THE world must do more to protect Syrian child refugees, who are bearing the brunt of trauma from their nation’s civil war, Save the Children has said.
Even though half of Syrian refugees are under 18, only three per cent of humanitarian aid is being spent on them, the charity has said in the report Childhood in the Shadow of War.
One in four children still inside Syria is at risk of developing mental-health disorders because of the violence and terror to which many are exposed, the UN has said. Of the children who have fled to neighbouring countries, 700,000 are not in school.
The report interviewed dozens of Syrian refugee children in camps in Lebanon and the Kurdistan region in Iraq. They asked them to draw pictures to explain what their lives were like, and what made them happy and sad.
“Children aged eight to 13 participating in [these] exercises included images of planes, bombs, soldiers, tanks, injured bodies, as well as descriptions of ‘the death of relatives’, ‘seeing bodies’, or ‘the smell of gas’ for example, as things that make them sad,” the report says.
Staff at the Kurdistan camp said that most of the children in their care would have seen fighting. Some of them would have witnessed their family members being killed in front of them.
A child-protection officer in Lebanon, Lara Hallak, said: “The children talk about violence all the time. The problem is not solved in six months. Look at this place: violence is in the hearts of these children.”
The trauma is manifest in the children’s lives, too. It is common for Syrian refugee children to suffer from nightmares, separation anxiety, and a sense of hopelessness about the future — particularly among teenagers.
“Staff describe seeing adolescents turning to negative coping-mechanisms, such as alcohol and drug use, as well as self-harming behaviours,” the report states. Save the Children has also had reports of some teenagers’ becoming suicidal. A handful of children have taken their own lives while inside the camps.

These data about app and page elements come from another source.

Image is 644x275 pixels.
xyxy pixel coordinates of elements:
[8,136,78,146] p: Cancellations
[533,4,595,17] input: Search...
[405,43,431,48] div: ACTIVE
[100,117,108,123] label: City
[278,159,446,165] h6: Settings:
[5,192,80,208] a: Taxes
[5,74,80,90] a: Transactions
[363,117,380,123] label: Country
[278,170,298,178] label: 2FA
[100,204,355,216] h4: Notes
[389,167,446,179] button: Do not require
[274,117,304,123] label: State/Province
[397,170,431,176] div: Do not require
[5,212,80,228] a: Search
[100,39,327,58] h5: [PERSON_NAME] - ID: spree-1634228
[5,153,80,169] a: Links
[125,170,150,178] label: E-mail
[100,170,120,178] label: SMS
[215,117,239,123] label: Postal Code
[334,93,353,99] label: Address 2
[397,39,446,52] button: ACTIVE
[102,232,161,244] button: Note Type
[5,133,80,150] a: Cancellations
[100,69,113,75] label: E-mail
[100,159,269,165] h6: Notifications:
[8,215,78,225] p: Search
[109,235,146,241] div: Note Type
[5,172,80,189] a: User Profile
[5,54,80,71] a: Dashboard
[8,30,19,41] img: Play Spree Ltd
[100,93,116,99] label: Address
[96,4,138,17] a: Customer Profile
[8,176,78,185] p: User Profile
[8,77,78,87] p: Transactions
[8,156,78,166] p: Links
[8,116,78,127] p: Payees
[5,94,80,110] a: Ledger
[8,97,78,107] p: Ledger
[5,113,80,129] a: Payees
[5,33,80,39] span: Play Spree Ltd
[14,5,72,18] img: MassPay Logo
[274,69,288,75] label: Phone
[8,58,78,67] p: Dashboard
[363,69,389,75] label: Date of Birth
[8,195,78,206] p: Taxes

Even everyday activities such as football games are regularly marred by violence and anger from the disturbed children. Girls, especially, suffer in refugee camps, as they are often kept indoors all day to protect them from harassment and attack.
Despite the strains of living in the shadow of war, the “overwhelming preoccupation” of the children surveyed was their parents’ lack of money and work. “The stress that comes from a constant concern for meeting basic needs permeates the entire household,” the report found.
This poverty has led to a marked rise in child labour, and daughters’ being married off earlier in Syrian refugee communities.
The report was published on Monday, as aid agencies and the UN High Commissioner for Refugees warned that 12,000 refugees were stranded in the desert along the border with Jordan, which was refusing them entry.